April 5, 2011
Combining the scores
Individually, each component score assesses the health of the cyclical trend with respect to a specific characteristic, but only when the component scores are combined do they facilitate the highly reliable identification of cyclical trend inflection points. In order to generate the composite CTS, the component valuation, momentum, sentiment and internal scores are combined via a weighted summation. The following chart displays the resultant CTS during the first 10 years of the secular bear market from 2000.
Every time the CTS moved into buy or sell territory, denoted by the green and red areas on the chart above, a potential cyclical trend inflection point was identified. Most CTS signals result in the generation of a confirmed cyclical trend buy or sell signal, but some do not. For example, the decline into sell territory in 2004 did not produce a sell signal because the cyclical uptrend from 2002 was still so young. Since cyclical uptrends rarely last less than 24 months, any sell signals that occur in young bull markets are considered invalid. In order for a CTS signal to subsequently produce a confirmed inflection point signal, the cyclical trend in progress must be of sufficient duration and it must exhibit follow-through in the opposite direction after the CTS has left signal territory. Of the 43 CTS signals produced since 1940, 28 resulted in the generation of confirmed buy or sell signals.
With respect to overall accuracy, the CTS trading system performed exceptionally well when it was back-tested using historical data from 1940 to 2010, identifying 23 of the 25 cyclical trend inflection points while producing only four incorrect signals – in April 1948, January 1960, October 1969 and November 1981. The following series of graphs displays all 28 signals grouped by decade.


### What needs to be done
Work through the data below and give the number of lines holding "higher", nothing more.
--- Records to process Enclosed Below ---
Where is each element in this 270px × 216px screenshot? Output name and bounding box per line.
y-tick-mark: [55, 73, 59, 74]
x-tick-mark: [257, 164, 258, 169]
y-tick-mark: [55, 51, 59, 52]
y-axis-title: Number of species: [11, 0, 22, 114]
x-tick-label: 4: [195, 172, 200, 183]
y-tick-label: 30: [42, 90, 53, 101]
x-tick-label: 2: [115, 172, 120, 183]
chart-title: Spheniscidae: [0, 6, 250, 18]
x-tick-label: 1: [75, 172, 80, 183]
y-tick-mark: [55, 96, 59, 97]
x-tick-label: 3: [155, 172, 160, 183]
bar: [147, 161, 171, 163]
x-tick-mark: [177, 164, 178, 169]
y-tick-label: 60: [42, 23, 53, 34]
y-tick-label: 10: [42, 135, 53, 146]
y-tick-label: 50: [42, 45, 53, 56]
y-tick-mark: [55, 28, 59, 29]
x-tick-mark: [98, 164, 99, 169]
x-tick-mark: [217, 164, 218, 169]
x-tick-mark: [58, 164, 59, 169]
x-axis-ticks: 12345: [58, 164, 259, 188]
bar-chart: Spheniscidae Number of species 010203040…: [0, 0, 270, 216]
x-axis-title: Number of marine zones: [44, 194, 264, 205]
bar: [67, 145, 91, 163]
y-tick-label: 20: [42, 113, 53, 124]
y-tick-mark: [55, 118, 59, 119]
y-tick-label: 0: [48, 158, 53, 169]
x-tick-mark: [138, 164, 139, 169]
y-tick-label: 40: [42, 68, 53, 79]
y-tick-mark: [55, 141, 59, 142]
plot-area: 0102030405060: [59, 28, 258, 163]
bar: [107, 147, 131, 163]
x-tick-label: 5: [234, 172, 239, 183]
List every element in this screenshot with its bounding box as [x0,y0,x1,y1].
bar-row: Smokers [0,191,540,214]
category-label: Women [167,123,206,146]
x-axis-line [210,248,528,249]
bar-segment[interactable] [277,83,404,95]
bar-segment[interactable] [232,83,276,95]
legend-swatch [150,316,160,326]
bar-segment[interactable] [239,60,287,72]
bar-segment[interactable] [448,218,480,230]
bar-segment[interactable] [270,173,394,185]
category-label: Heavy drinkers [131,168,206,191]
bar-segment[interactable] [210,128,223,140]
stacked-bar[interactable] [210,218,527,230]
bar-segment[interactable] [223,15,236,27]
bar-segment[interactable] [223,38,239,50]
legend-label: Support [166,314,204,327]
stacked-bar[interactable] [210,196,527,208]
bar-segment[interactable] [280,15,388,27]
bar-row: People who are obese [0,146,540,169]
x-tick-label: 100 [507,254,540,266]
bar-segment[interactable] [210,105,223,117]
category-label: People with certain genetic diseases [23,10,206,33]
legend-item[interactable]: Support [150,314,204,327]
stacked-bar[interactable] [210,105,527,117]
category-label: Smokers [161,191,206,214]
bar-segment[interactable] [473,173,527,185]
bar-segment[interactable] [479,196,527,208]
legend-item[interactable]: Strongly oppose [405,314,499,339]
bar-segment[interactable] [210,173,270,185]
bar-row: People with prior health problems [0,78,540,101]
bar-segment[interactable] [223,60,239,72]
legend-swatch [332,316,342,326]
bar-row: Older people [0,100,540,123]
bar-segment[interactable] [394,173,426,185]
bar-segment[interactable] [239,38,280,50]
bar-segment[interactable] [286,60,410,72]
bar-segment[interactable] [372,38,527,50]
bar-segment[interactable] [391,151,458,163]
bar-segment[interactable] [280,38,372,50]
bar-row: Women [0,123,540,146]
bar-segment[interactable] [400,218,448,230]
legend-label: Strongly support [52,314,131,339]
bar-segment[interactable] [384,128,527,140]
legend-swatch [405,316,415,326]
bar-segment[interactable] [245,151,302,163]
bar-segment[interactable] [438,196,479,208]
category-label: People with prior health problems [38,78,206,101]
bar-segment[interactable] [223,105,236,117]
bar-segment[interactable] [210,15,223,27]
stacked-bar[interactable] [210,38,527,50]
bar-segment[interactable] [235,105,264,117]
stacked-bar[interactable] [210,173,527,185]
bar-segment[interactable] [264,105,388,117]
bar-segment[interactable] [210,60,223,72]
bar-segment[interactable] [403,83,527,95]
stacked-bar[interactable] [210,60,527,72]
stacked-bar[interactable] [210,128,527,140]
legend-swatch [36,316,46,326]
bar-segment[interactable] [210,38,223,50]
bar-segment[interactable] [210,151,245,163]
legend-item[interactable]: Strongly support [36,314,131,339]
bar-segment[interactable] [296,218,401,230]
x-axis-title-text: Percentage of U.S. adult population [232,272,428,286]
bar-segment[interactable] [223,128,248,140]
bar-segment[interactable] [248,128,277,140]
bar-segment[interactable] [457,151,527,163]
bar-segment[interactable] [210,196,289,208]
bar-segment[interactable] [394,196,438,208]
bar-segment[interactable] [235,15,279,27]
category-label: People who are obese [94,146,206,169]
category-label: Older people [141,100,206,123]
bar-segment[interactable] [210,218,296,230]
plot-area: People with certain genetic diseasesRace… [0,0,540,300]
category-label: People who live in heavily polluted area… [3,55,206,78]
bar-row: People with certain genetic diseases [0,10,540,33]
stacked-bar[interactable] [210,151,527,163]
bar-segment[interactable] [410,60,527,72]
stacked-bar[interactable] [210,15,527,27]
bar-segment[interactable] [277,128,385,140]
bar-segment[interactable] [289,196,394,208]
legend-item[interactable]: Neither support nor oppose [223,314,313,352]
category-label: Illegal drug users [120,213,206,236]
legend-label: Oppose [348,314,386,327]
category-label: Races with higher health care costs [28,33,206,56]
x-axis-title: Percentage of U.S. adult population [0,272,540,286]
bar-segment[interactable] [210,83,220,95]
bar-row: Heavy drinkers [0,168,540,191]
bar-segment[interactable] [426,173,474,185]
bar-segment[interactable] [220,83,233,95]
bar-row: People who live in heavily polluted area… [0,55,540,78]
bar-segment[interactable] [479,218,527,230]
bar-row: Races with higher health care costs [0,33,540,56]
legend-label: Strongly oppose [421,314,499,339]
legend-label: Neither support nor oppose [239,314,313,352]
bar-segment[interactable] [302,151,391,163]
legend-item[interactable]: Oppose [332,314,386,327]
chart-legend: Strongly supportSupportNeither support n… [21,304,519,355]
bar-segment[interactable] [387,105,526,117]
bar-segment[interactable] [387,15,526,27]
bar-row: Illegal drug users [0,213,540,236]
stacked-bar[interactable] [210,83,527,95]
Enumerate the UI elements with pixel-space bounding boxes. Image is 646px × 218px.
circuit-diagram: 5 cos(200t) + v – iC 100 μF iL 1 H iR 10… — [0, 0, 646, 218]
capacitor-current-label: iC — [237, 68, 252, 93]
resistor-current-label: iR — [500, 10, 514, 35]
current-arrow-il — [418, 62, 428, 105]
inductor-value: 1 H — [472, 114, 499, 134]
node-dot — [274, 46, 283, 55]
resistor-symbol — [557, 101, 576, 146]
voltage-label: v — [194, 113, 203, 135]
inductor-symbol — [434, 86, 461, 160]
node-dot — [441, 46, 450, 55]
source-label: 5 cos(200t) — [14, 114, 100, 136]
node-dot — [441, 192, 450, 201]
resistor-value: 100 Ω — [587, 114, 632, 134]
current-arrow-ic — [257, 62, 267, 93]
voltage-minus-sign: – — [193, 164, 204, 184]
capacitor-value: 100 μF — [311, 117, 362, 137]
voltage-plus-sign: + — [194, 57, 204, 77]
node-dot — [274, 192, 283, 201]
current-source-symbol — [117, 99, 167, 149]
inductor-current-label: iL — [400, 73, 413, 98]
--- End of Enclosed Records to process ---
### Expected answer
2